Abstract

Out-of-body experiences (OBEs) are states during which people experience their centre of awareness as located outside of their physical body, along with the sensation of seeing the environment from an elevated viewpoint. OBE is encountered in epilepsy, migraine and depersonalization, and it is not an uncommon experience in the general population. Current neuroscientific models of bodily self-consciousness consider that OBE are related to a failure to integrate visual, somatosensory and vestibular signals. These models have highlighted the importance of visual-vestibular mismatch in OBE. Case reports from older clinical literature suggest that vestibular disorders may precipitate OBE, but we were lacking population-based evidence that OBE is related to vestibular disorders. The present observational, prospective study describes otoneurological, neuropsychological and phenomenological correlates of OBE in the largest sample of patients with dizziness to date (n = 210) compared to a group of age- and gender-matched controls with no history of dizziness (n = 210). We show a significantly higher occurrence of OBE in patients with dizziness (14%) than in healthy participants (5%).
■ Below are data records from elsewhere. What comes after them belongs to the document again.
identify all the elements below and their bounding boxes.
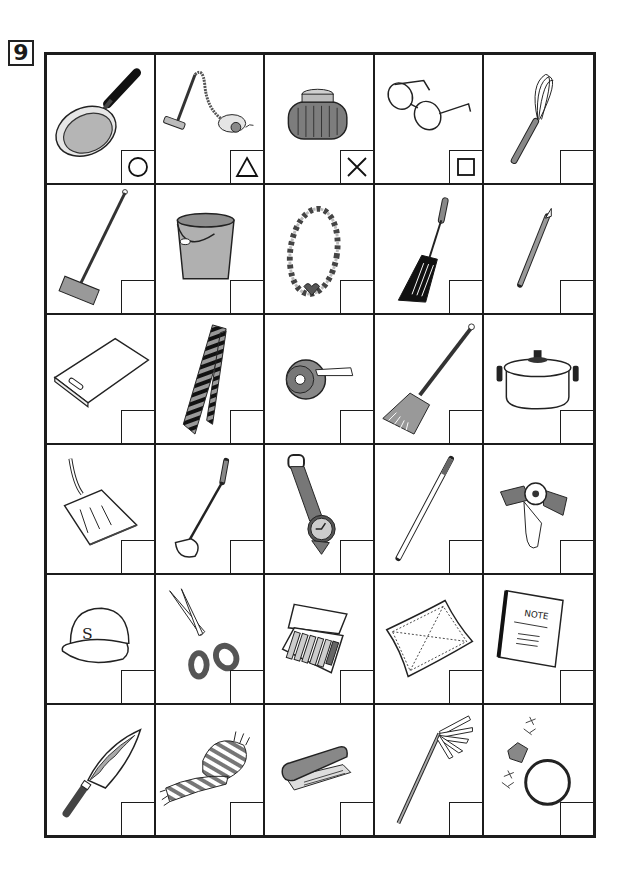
cell-necklace[interactable]: bead necklace	[265, 185, 374, 315]
answer-box[interactable]	[449, 410, 482, 443]
cell-scissors[interactable]: scissors	[156, 575, 265, 705]
answer-box[interactable]	[121, 802, 154, 835]
cell-eyeglasses[interactable]: eyeglasses	[375, 55, 484, 185]
cell-cutting-board[interactable]: cutting board	[47, 315, 156, 445]
answer-box[interactable]	[449, 280, 482, 313]
cell-whisk[interactable]: whisk	[484, 55, 593, 185]
answer-box[interactable]	[560, 150, 593, 183]
picture-grid: frying pan vacuum cleaner rice cooker po…	[44, 52, 596, 838]
answer-box[interactable]	[449, 670, 482, 703]
answer-box[interactable]	[560, 280, 593, 313]
cell-wristwatch[interactable]: wristwatch	[265, 445, 374, 575]
cell-pencil[interactable]: pencil	[484, 185, 593, 315]
answer-box[interactable]	[340, 150, 373, 183]
cell-hand-broom[interactable]: hand broom	[375, 315, 484, 445]
cross-mark-icon	[345, 155, 369, 179]
answer-box[interactable]	[340, 410, 373, 443]
cell-scarf[interactable]: scarf	[156, 705, 265, 835]
cell-pen[interactable]: pen	[375, 445, 484, 575]
answer-box[interactable]	[230, 150, 263, 183]
triangle-mark-icon	[235, 155, 259, 179]
cell-rice-cooker-pot[interactable]: rice cooker pot	[265, 55, 374, 185]
cell-bucket[interactable]: bucket	[156, 185, 265, 315]
cell-hair-clip[interactable]: hair clip	[484, 445, 593, 575]
answer-box[interactable]	[340, 280, 373, 313]
cell-cooking-pot[interactable]: cooking pot	[484, 315, 593, 445]
problem-number: 9	[8, 40, 34, 66]
answer-box[interactable]	[560, 540, 593, 573]
cell-frying-pan[interactable]: frying pan	[47, 55, 156, 185]
cell-stapler[interactable]: stapler	[265, 705, 374, 835]
answer-box[interactable]	[560, 802, 593, 835]
answer-box[interactable]	[121, 280, 154, 313]
cell-ladle[interactable]: ladle	[156, 445, 265, 575]
answer-box[interactable]	[121, 540, 154, 573]
answer-box[interactable]	[449, 150, 482, 183]
answer-box[interactable]	[230, 802, 263, 835]
cell-spatula[interactable]: spatula	[375, 185, 484, 315]
answer-box[interactable]	[230, 410, 263, 443]
answer-box[interactable]	[230, 280, 263, 313]
answer-box[interactable]	[560, 410, 593, 443]
cell-crayons[interactable]: crayons box	[265, 575, 374, 705]
answer-box[interactable]	[121, 410, 154, 443]
answer-box[interactable]	[560, 670, 593, 703]
cell-tape-dispenser[interactable]: tape dispenser	[265, 315, 374, 445]
cell-baseball-cap[interactable]: baseball cap S	[47, 575, 156, 705]
answer-box[interactable]	[449, 540, 482, 573]
cell-deck-brush[interactable]: broom (deck brush)	[47, 185, 156, 315]
answer-box[interactable]	[230, 670, 263, 703]
cell-ring[interactable]: diamond ring	[484, 705, 593, 835]
answer-box[interactable]	[121, 670, 154, 703]
answer-box[interactable]	[230, 540, 263, 573]
answer-box[interactable]	[340, 540, 373, 573]
circle-mark-icon	[126, 155, 150, 179]
answer-box[interactable]	[449, 802, 482, 835]
answer-box[interactable]	[121, 150, 154, 183]
cell-handkerchief[interactable]: handkerchief	[375, 575, 484, 705]
square-mark-icon	[454, 155, 478, 179]
answer-box[interactable]	[340, 670, 373, 703]
cell-notebook[interactable]: notebook NOTE	[484, 575, 593, 705]
cell-mop[interactable]: mop	[375, 705, 484, 835]
cell-dustpan[interactable]: dustpan	[47, 445, 156, 575]
cell-kitchen-knife[interactable]: kitchen knife	[47, 705, 156, 835]
answer-box[interactable]	[340, 802, 373, 835]
cell-necktie[interactable]: necktie	[156, 315, 265, 445]
cell-vacuum-cleaner[interactable]: vacuum cleaner	[156, 55, 265, 185]
cap-letter: S	[82, 625, 93, 643]
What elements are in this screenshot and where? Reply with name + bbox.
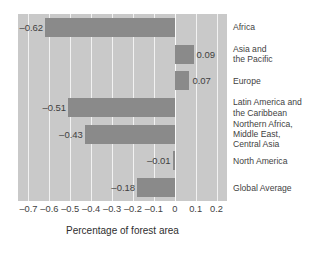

Most of the patients experienced OBE only after they started having dizziness for the first time. OBE in patients with dizziness were mainly related to peripheral vestibular disorders. We also identify depersonalization-derealization, depression and anxiety as the main predictors of OBE in patients with dizziness, as well as a contribution of migraine. Depersonalization-derealization was the only significant predictor of OBE in healthy controls. Altogether, our data indicate that OBE in patients with dizziness may arise from a combination of perceptual incoherence evoked by the vestibular dysfunction with psychological factors (depersonalization-derealization, depression and anxiety) and neurological factors (migraine).